Light rounds in short barrels

Thanks - if you'd like to post that here, or on either our blog or FB page, feel free - I'll admit that it's beyond my computer skills.

Cheers!
 
Someone else's signature line puts it well, something like 'all else being equal bigger bullets are going to leave bigger holes, but all else is rarely equal...'

Find the round you can shoot amazingly well, and that's the round to carry!

While that's true to a point, there is a balance that must be reached. For example, the vast majority of people can shoot a Ruger Mk. III quicker and more accurately than they can a Glock 17. The difference in terminal performance between a .22 Long Rifle and 9mm is such, however, that unless the Glock cannot be shot well at all, few people would advocate the Ruger Mk. III as a self-defense gun over the Glock.

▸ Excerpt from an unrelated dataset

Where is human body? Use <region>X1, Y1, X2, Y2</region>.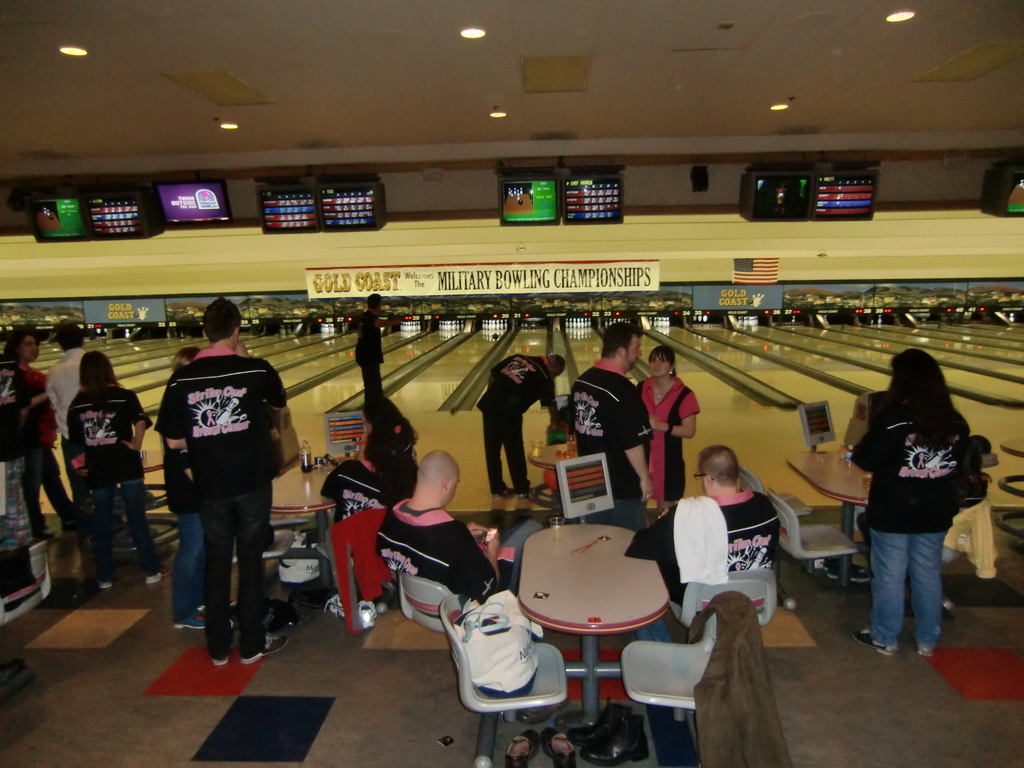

The above is, of course, an extreme example. Between the major service calibers (.38 Special, 9mm, .357 Sig, some .357 Magnum loadings, .40 S&W, and .45 ACP) there is actually very little difference in terminal performance and ease of shooting will make a much larger difference than slight variations in ballistics. While this may seem like an obvious disclaimer, some people have a tendency to take things to their logical (or perhaps illogical) extreme.
 
Jepthai said:
"...It sounds like your argument is something like this: "ballistics is fun, but it has no value." I disagree with that implication..."
I had no intention of implying that "ballistics...has no value". My intention was rather to indicate that - as Webleymkv stated, perhaps better than I;
Webleymkv said:
"Between the major service calibers (.38 Special, 9mm, .357 Sig, some .357 Magnum loadings, .40 S&W, and .45 ACP) there is actually very little difference in terminal performance and ease of shooting will make a much larger difference than slight variations in ballistics."
Webleymkv and I are in violent agreement.

I've been interested in ballistics research since the late 1980s, following the Miami FBI shootout with Platt & Matix, and over the intervening 20+ years I've seen no empirical evidence that suggests any of the major service calibers is consistently more effective than the others. Nothing hand-held seems to produce reliable, consistent results with respect to shooting humans. This is not due so much to variability among the various calibers or manufacturers of ammunition, so much as variability among humans shot with it.

Your conclusions are reasonable - 'all else being equal', some calibers and rounds produce laboratory results that appear more effective than others. Learn to shoot "more effective" rounds if you can. But IMO the anecdotal evidence over the past 20 years from actual shootings tends to suggest that the first combatant who can score several vital hits on their opponent tends to win the gunfight.

Therefore, if you can shoot a 9mm like nobody's business but have issues in getting accurate follow-on shots off with heavyweight .357 magnum rounds, even though the latter measures out as a more effective round ballistically, in your hands the former is likely to be the better choice.

Again, just one guy's opinion.

Nice work with the graphs.

Doc
 
jephthai said:
What are the drawbacks to using only momentum?

Taken to an extreme, it leads to the conclusion that a baseball being pitched by a professional pitcher is deadlier than a .223 rifle bullet, it has more momentum after all.
 
Doc Intrepid wrote:

Again, just one guy's opinion.

Hey, I appreciate your contribution. Sometimes discussion online can seem colder than it really is. I don't mean to seem argumentative, and really I agree with you. I'll likely be carrying a mid-weight 38 special, as I said before ;).

That said, my inner geek won't let me ignore the possibility of running the numbers!

Thanks!
 
While that's true to a point, there is a balance that must be reached. For example, the vast majority of people can shoot a Ruger Mk. III quicker and more accurately than they can a Glock 17. The difference in terminal performance between a .22 Long Rifle and 9mm is such, however, that unless the Glock cannot be shot well at all, few people would advocate the Ruger Mk. III as a self-defense gun over the Glock.

This idea makes lots of sense to me. It seems like an optimization problem, which I agree with everyone will be different for each person.

The Mk. III wastes performance in exchange for unnecessary accuracy?